In short, CPS attempts to be a metadata file format to allow better interoperability across the build systems of different projects. It's important to have specific interfaces and protocols for how projects cooperate because natively compiled languages do have nuanced requirements regarding how they are linked together. Certain decisions, as detailed as specific flags used to compile specific files, need to be communicated and followed consistently for correct and productive software development in natively compiled languages. Implications of these difficulties have been far-reaching and have held back innovation and progress in tooling, dependency management, and even a development of a robust library ecosystem.

Historically, dependency management for natively compiled languages has been painstaking and bug-prone, but CPS hopes to provide a path forward.

How to Write a CPS File

Most CPS files will be simple. The first examples in the CPS Cookbook should be the most common examples, especially as the CPS ecosystem develops.

The primary purpose of a CPS file is to provide a defined schema for describing intention of the original authors and packagers of a library. The files should objectively describe the library as deployed. This will primarily consist of describing built files on disk, how they were built, what headers they provide, and what dependencies that library exposes to consumers.

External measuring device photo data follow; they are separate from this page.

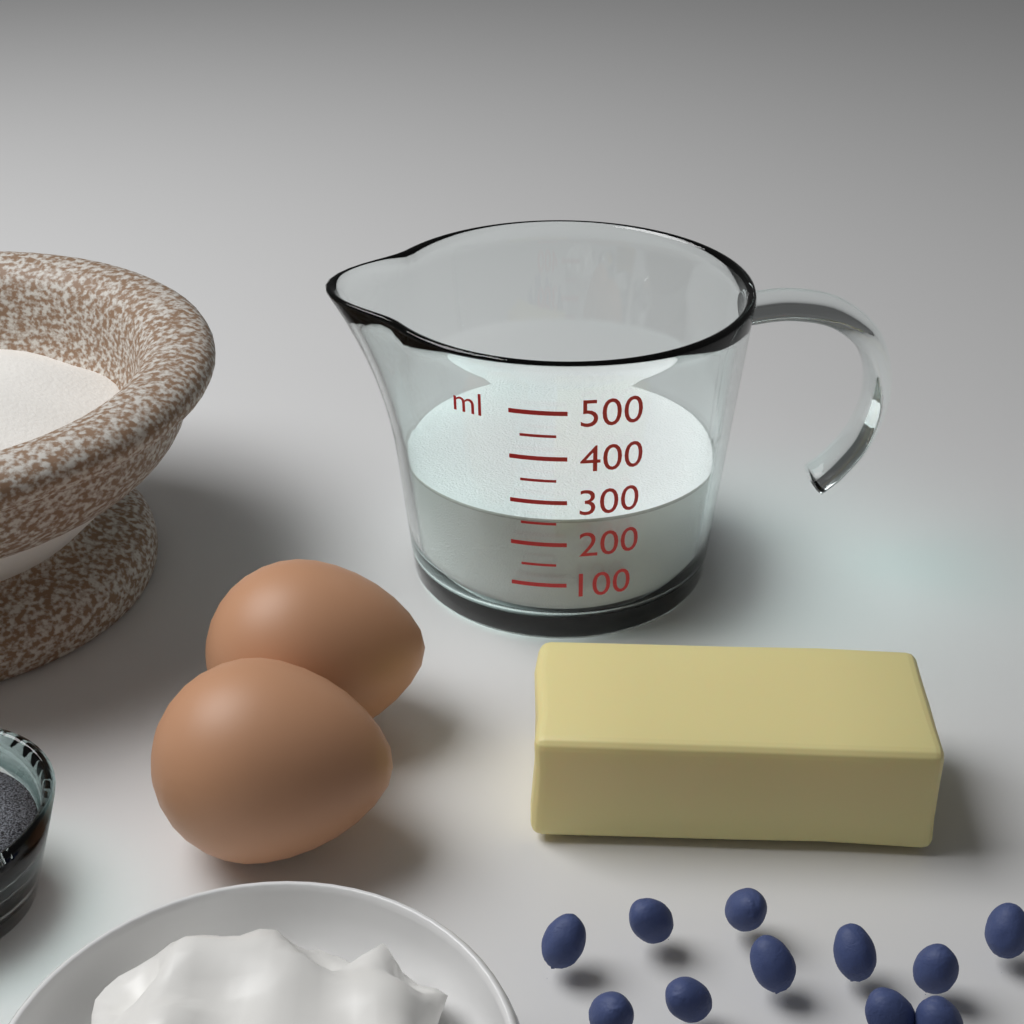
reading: 250 ml
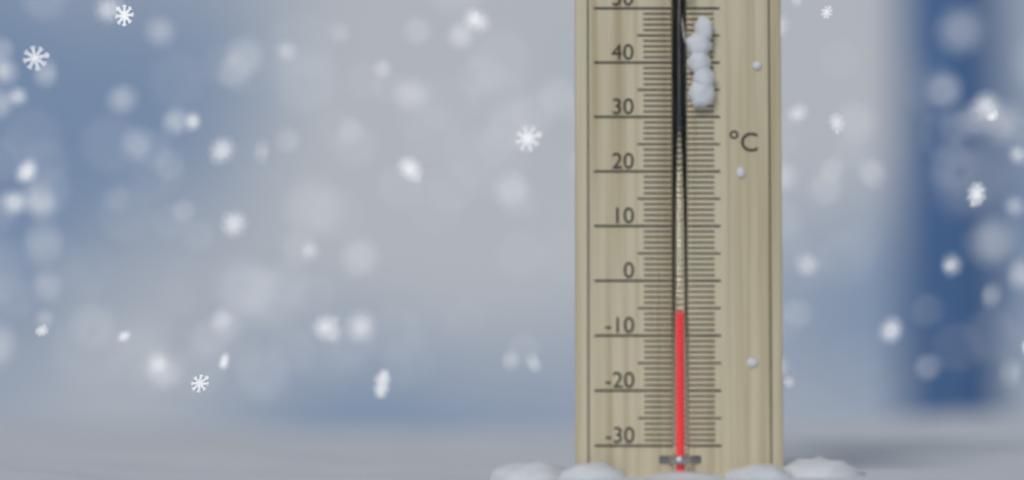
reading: -6 °C
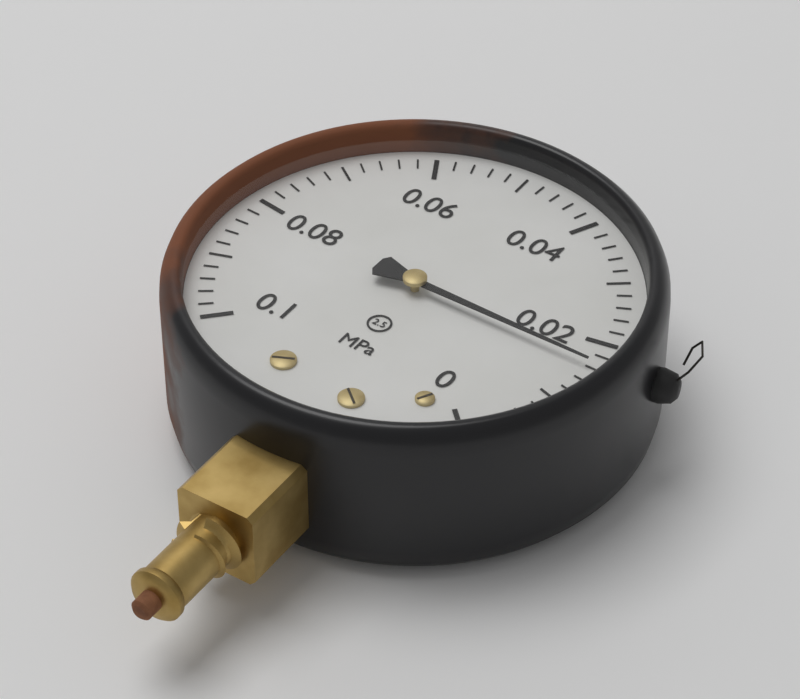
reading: 0.016 MPa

While there are worse and better ways to build and package libraries, CPS exists partly to describe even mistakes accurately. For instance, it is possible to construct a cyclic dependency graph with CPS. It is wise to avoid cyclic library dependencies, but the CPS project values adaptability of its metadata over perfection. It is expected that tools will develop to help clearly identify problems such as cycles in dependency graphs because CPS data will exist to make that activity possible.


Reference Documentation

Facts, specifics, and other information

Reference documentation for CPS is maintained in the CPS specification. Since precision and review are important to maintaining a specification, those documents are maintained using a more structured pull request workflow. Please use PRs and issues on the CPS repo itself to contribute to the CPS specification.


Contributors' Guide

It can be challenging to write documentation that serves all purposes for all readers. The documentation for CPS is instead structured into the documentation system described by Divio. It's expected that approach will be more approachable both for readers and for contributors to the documentation. If you have ideas, questions, or concerns, please open an issue on this repo describing what you expected and what happened instead.